Minister for Postal Reform and State Minister for Financial Services and People's New Party member Matsushita Tadahiro is dead. Police responding to an emergency call from his Tokyo home at about 4:45 p.m. found him "fallen down" (taorete iru). With disturbing speed, the news media complex is reporting that the police are investigating the death of the 73 year-old Matsushita as being a likely suicide. (J)
Now there may be good reasons to suspect the minister's having taken his own life. However, to see a report of an older, sickly man's death reported as a likely/possible suicide on NHK's prime time evening newscast only 2 hours and 15 minutes after the police were first called is damn peculiar. Recall this is the cast of clowns who could never come clean about the exact cause of death of Nakagawa Sho'ichi, when 1) his father had committed suicide, 2) he was an alcoholic, 3) he had suffered months earlier humiliation on a global scale (You Tube) which ended his political career and 4) he was found, lying down, at his Tokyo home, unresponsive.

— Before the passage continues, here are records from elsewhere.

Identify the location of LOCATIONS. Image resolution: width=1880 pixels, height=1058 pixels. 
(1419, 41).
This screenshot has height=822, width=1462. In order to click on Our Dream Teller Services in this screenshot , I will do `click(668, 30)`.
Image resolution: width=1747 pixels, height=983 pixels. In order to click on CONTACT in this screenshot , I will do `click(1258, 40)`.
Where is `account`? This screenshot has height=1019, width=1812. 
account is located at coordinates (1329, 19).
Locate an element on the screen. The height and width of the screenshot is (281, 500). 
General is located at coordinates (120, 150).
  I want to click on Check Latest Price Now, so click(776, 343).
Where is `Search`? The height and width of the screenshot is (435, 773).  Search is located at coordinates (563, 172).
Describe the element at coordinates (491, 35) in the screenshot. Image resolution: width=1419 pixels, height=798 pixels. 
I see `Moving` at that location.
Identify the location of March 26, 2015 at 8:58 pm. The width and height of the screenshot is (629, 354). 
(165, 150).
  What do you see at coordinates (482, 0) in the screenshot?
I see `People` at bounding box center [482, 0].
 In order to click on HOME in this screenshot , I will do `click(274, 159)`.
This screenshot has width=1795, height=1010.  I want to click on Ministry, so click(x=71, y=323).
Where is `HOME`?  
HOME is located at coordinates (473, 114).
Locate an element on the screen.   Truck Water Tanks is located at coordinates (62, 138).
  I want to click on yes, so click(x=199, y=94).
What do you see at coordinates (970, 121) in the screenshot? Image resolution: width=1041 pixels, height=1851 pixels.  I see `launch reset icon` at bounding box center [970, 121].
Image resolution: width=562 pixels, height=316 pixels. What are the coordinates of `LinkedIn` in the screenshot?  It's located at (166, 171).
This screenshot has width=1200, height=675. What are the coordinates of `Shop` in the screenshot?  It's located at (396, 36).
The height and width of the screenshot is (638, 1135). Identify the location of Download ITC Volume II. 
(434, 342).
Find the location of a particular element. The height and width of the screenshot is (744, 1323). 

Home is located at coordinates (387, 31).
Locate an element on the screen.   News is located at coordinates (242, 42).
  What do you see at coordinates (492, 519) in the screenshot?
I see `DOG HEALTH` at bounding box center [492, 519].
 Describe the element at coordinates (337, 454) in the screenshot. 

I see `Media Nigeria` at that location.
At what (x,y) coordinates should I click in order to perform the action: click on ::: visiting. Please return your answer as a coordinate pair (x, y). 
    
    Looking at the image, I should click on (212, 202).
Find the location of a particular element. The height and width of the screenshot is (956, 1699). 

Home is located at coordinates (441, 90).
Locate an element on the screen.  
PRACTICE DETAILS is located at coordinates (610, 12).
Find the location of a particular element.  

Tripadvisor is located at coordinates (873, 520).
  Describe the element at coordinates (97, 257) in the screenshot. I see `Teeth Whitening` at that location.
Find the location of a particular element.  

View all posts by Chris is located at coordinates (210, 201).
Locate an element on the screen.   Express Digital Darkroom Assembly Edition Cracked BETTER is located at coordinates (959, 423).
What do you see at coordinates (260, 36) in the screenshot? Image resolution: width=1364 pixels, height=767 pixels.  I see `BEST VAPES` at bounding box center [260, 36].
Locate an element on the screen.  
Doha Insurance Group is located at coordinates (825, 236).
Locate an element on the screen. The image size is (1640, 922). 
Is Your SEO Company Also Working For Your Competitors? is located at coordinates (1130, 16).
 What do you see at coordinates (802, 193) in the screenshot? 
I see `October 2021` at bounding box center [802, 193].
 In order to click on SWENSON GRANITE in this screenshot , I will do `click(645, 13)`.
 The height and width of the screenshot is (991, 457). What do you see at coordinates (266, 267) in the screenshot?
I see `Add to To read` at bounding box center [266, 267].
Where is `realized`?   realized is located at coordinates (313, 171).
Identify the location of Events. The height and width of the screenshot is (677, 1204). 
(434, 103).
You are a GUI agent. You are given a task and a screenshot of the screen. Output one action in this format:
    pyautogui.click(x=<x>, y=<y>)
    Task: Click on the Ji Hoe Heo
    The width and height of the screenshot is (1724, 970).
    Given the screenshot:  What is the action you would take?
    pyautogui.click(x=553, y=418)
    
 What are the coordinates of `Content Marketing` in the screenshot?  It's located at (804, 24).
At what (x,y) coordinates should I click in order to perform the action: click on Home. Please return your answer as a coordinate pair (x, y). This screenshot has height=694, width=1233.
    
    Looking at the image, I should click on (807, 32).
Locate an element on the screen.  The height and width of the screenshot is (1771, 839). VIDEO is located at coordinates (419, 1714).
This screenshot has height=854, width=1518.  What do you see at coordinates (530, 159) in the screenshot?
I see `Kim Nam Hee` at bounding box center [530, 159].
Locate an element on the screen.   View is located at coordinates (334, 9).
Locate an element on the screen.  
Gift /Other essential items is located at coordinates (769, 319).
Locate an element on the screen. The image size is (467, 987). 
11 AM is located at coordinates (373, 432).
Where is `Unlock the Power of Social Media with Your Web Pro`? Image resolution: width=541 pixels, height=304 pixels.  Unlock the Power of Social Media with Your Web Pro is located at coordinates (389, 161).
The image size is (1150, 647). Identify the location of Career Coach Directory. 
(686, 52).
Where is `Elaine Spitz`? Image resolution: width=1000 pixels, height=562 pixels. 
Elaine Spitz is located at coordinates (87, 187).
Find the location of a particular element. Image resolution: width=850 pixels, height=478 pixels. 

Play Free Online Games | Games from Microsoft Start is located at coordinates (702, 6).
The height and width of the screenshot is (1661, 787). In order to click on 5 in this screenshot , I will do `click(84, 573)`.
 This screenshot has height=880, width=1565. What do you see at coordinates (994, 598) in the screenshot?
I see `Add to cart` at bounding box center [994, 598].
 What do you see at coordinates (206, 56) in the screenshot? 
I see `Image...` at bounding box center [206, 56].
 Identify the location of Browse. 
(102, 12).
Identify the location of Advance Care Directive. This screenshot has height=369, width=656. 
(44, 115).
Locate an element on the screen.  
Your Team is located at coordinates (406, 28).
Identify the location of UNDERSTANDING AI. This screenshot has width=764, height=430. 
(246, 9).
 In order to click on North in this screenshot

If Matsushita did take his own life, he would be only the second Cabinet Minister to do so while in office since the promulgation of the present Constitution, the first having been the scandal-beset Matsuoka Toshikatsu in May 2007.
Requiescat in pacem.
What this death will mean for the implementation of the postal counter-reformation Ozawa Ichiro and Kamei Shizuka foisted upon us in order to please the hereditary postmaster's association and the postal unions, is probably not much. Speculation on this subject is also better left to institutions such as The Wall Street Journal, Reuters and Bloomberg, which tend to frame world events in terms of their effects on investment portfolios.